A: It's moot. Your plan won't work for one or more of the following reasons:
Q: Congratulations! XTide has been added to some online directory of software packages. Please verify that the information on XTide is correct and keep it updated.
A: Congratulations! No. You do it.
Q: How should I cite XTide within publications?
A: The web site is the best thing you can cite. For a general reference to XTide, I suggest the following, with the current date.
[1] David Flater. XTide. https://flaterco.com/xtide/. 2005-07-04.If you are using specific predictions from XTide rather than just XTide in general, then you should cite the specific version of XTide and the specific data file that you used. In this case, it would be appropriate to use the date indicated in the changelog for that version of XTide and the revision date of the data file.
[2] David Flater. XTide version 2.8.2. https://flaterco.com/xtide/. 2005-01-06.
[3] harmonics-dwf-2005-06-05-v2. Available from https://flaterco.com/xtide/files.html, 2005-06-05.
Q: What is the difference between a reference station and a subordinate station?
A: The following information was copied from NOAA's web site on 2007-02-17.
The publication of full daily tide predictions is necessarily limited to a comparatively small number of stations. These stations are referred to as "reference stations". Tide predictions for more than 3000 other locations, referred to as "subordinate stations", can be obtained by applying specific differences to the daily tide predictions for one of the reference stations. [...]

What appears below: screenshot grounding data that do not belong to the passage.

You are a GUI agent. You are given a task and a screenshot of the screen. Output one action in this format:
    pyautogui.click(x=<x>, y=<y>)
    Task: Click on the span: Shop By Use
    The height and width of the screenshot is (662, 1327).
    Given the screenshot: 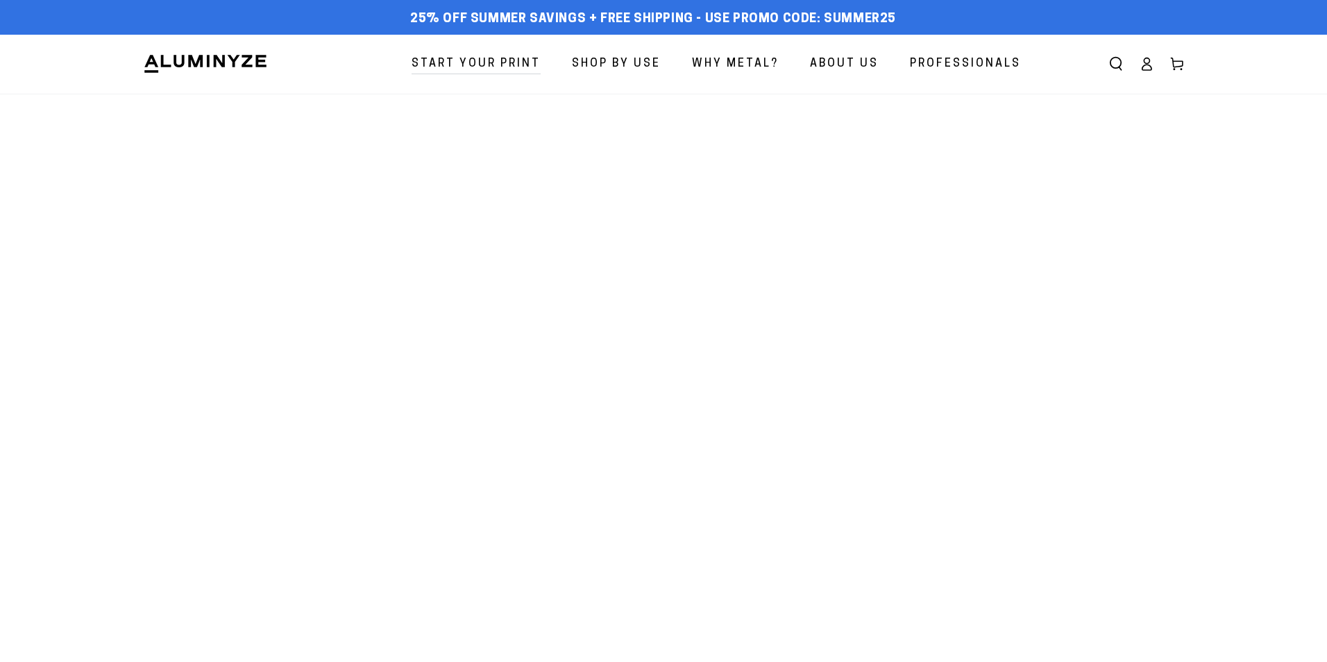 What is the action you would take?
    pyautogui.click(x=616, y=64)
    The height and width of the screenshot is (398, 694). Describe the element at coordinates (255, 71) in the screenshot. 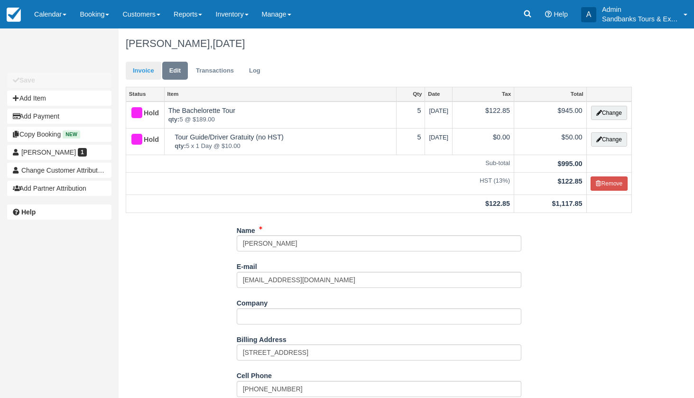

I see `a: Log` at that location.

Caution: The time differences and height ratios used to calculate predictions at subordinate stations are derived from a comparison of simultaneous tide observations at the subordinate station and its reference station. Because these adjustments are constant, they may not always provide for the daily variations in the actual tides, especially if the subordinate station is some distance from the reference station. Therefore, although the application of time differences and height ratios will generally provide reasonably accurate approximations, they cannot result in predictions as accurate as those listed for the reference stations, which are based on much larger periods of analysis.

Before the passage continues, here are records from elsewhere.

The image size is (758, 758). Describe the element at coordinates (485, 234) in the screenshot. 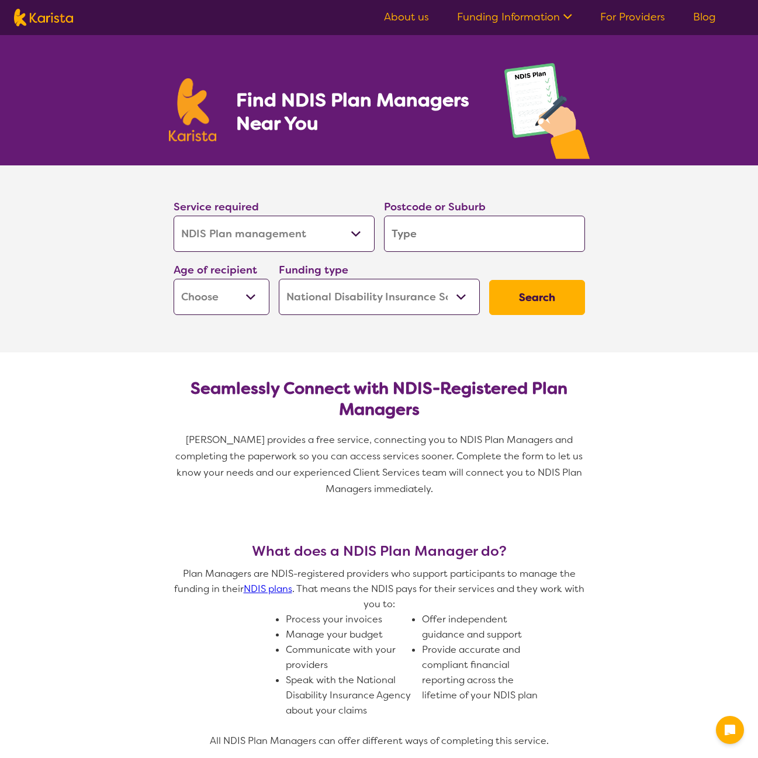

I see `input: Type` at that location.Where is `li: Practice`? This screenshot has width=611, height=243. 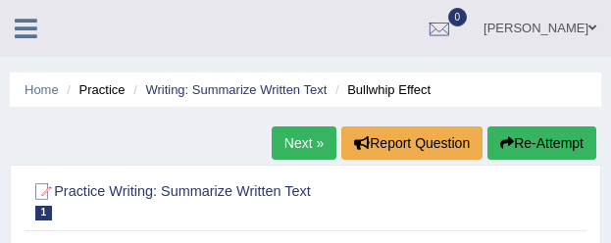
li: Practice is located at coordinates (93, 89).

In plain language, what you need to know is this: All subordinate station predictions are approximate. Tide predictions are always at best approximations of reality, but for subordinate stations that goes double.
Q: These predictions are nonsense—what is going on here?
2007-02-14 12:57 PM AKST 3.46 feet High Tide 2007-02-14 3:00 PM AKST Moonset 2007-02-14 7:08 PM AKST Sunset 2007-02-14 9:06 PM AKST -0.38 feet Low Tide 2007-02-15 6:46 AM AKST 3.08 feet Low Tide 2007-02-15 7:00 AM AKST 2.62 feet High Tide 2007-02-15 9:07 AM AKST Moonrise 2007-02-15 9:22 AM AKST Sunrise 2007-02-15 1:46 PM AKST 3.46 feet High Tide | |
2004-03-31 5:01 AM PST -0.64 knots Max Ebb 2004-03-31 5:49 AM PST Sunrise 2004-03-31 10:06 AM PST 0.02 knots Max Flood 2004-03-31 10:18 AM PST 0.00 knots Slack, Flood Begins 2004-03-31 11:21 AM PST -0.00 knots Slack, Ebb Begins 2004-03-31 1:01 PM PST Moonrise 2004-03-31 4:13 PM PST -0.90 knots Max Ebb |
These are extreme examples of what can happen when the time differences and height ratios for subordinate stations don't "provide for the daily variations in the actual tides." Although in the average case the offsets might yield good results, in extreme cases they can yield nonsense results like tide events happening in an impossible order or a "low" tide actually being higher than the "high" tide right next to it. There is nothing XTide can do to rationalize these paradoxes, and the tide levels that are interpolated between paradoxical events are essentially garbage.
Q: Where can I find tons of information about tides that is both more authoritative and better written than this FAQ?